The Board has denied service connection for residuals of head trauma and right hand trauma, but granted service connection for keloids of the chest and a disability described as viral syndrome with lymphoproliferative disorder, which is presumed to be related to Gulf War service.
The deciding factor: Service records do not show any current residuals from head or right hand trauma. The Board found that the veteran's keloids are linked to his active duty service, while the undiagnosed illness described as viral syndrome with lymphoproliferative disorder is presumed to be related to Gulf War service.
- Claimed conditions
- residuals of head trauma, residuals of right hand trauma, keloids of the chest, undiagnosed illness described as viral syndrome with lymphoproliferative disorder
- How they argued it
- Presumptive (no nexus needed)
- Exposure basis
- Gulf War
- Rating assigned
- None in this decision
- Decision date
- April 26, 2002
- Citation
- 0203846
This is a plain-language summary generated by AI from a public Board of Veterans’ Appeals decision. It can contain errors — always verify against the original. Look up the original decision on VA.gov (opens in a new tab) using citation 0203846.
What this means for you
A grant means the Board agreed the veteran was entitled to the benefit. Decisions like this show the kind of evidence and arguments that tend to succeed for claims like it.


What you are asked to do >> In the records that follow, find each line with the word "Image" and copy it.

Material for this task >>
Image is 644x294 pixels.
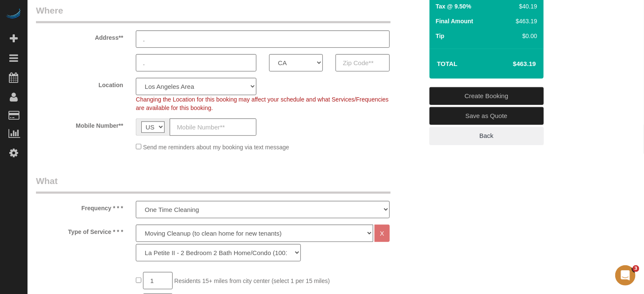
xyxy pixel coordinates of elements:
[5,8,22,20] img: Automaid Logo
[170,118,256,136] input: Mobile Number**
[336,54,389,72] input: Zip Code**
[136,96,388,111] span: Changing the Location for this booking may affect your schedule and what Services/Frequencies are...
[29,118,129,130] label: Mobile Number**
[429,87,544,105] a: Create Booking
[512,17,537,26] div: $463.19
[436,32,445,40] label: Tip
[512,2,537,11] div: $40.19
[143,144,289,151] span: Send me reminders about my booking via text message
[512,32,537,40] div: $0.00
[36,4,391,23] legend: Where
[29,225,129,236] label: Type of Service * * *
[36,175,391,194] legend: What
[29,201,129,213] label: Frequency * * *
[436,2,471,11] label: Tax @ 9.50%
[487,61,536,68] h4: $463.19
[633,265,639,272] span: 3
[436,17,473,26] label: Final Amount
[429,127,544,145] a: Back
[29,78,129,89] label: Location
[437,60,458,67] strong: Total
[429,107,544,125] a: Save as Quote
[174,278,330,284] span: Residents 15+ miles from city center (select 1 per 15 miles)
[615,265,636,286] iframe: Intercom live chat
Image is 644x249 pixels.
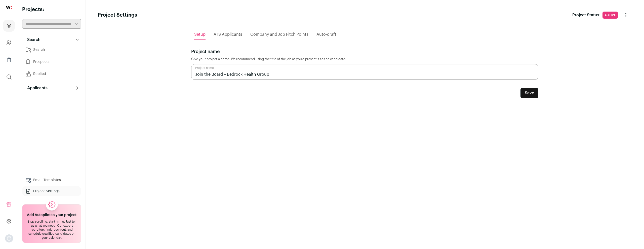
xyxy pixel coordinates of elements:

Answer space >>
Image is 644x294 pixels.
Image is 644x249 pixels.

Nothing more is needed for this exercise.